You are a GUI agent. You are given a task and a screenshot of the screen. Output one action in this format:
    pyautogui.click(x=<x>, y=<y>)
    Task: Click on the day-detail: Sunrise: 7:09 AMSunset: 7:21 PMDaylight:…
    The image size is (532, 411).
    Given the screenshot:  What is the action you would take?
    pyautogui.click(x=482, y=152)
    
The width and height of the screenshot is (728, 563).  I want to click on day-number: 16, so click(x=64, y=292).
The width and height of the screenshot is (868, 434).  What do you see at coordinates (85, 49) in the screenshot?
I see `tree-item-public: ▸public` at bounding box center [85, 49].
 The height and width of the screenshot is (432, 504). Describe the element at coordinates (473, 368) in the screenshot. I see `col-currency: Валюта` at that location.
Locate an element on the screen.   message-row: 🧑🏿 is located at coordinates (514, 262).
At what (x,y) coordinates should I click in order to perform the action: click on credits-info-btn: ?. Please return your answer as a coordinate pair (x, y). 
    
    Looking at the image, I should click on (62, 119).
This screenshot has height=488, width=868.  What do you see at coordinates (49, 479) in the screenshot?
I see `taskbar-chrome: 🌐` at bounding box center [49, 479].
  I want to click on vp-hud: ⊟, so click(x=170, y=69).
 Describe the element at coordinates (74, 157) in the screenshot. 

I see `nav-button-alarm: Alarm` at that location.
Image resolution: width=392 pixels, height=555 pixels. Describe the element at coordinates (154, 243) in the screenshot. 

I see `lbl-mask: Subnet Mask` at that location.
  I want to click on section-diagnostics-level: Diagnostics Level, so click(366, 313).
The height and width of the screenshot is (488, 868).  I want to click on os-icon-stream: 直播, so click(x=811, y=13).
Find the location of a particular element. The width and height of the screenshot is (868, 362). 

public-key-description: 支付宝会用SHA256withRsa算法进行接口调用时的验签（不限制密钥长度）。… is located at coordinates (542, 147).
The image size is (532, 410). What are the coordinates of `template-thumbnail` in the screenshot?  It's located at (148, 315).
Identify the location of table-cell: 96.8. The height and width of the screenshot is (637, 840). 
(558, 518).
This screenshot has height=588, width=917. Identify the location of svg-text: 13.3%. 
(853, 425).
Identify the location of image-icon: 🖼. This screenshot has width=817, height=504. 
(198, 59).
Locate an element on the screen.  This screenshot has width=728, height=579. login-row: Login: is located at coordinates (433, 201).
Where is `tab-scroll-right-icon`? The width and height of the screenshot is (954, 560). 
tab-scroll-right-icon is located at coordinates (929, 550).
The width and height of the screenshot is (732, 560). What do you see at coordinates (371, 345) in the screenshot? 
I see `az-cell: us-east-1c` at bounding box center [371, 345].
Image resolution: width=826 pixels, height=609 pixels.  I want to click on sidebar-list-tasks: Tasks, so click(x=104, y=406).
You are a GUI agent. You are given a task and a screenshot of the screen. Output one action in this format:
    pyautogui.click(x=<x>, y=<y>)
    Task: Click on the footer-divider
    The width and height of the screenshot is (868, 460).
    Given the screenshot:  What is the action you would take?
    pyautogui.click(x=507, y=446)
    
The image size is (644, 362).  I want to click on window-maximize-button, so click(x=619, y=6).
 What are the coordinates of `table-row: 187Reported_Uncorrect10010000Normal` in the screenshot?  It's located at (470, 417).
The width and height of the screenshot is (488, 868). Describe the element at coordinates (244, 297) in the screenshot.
※
WHAT NEEDS TO BE DONE:
Of the lines in the listing above, count those containing the word "size", and state the count alone.

RESULT FOR THIS EXERCISE:
3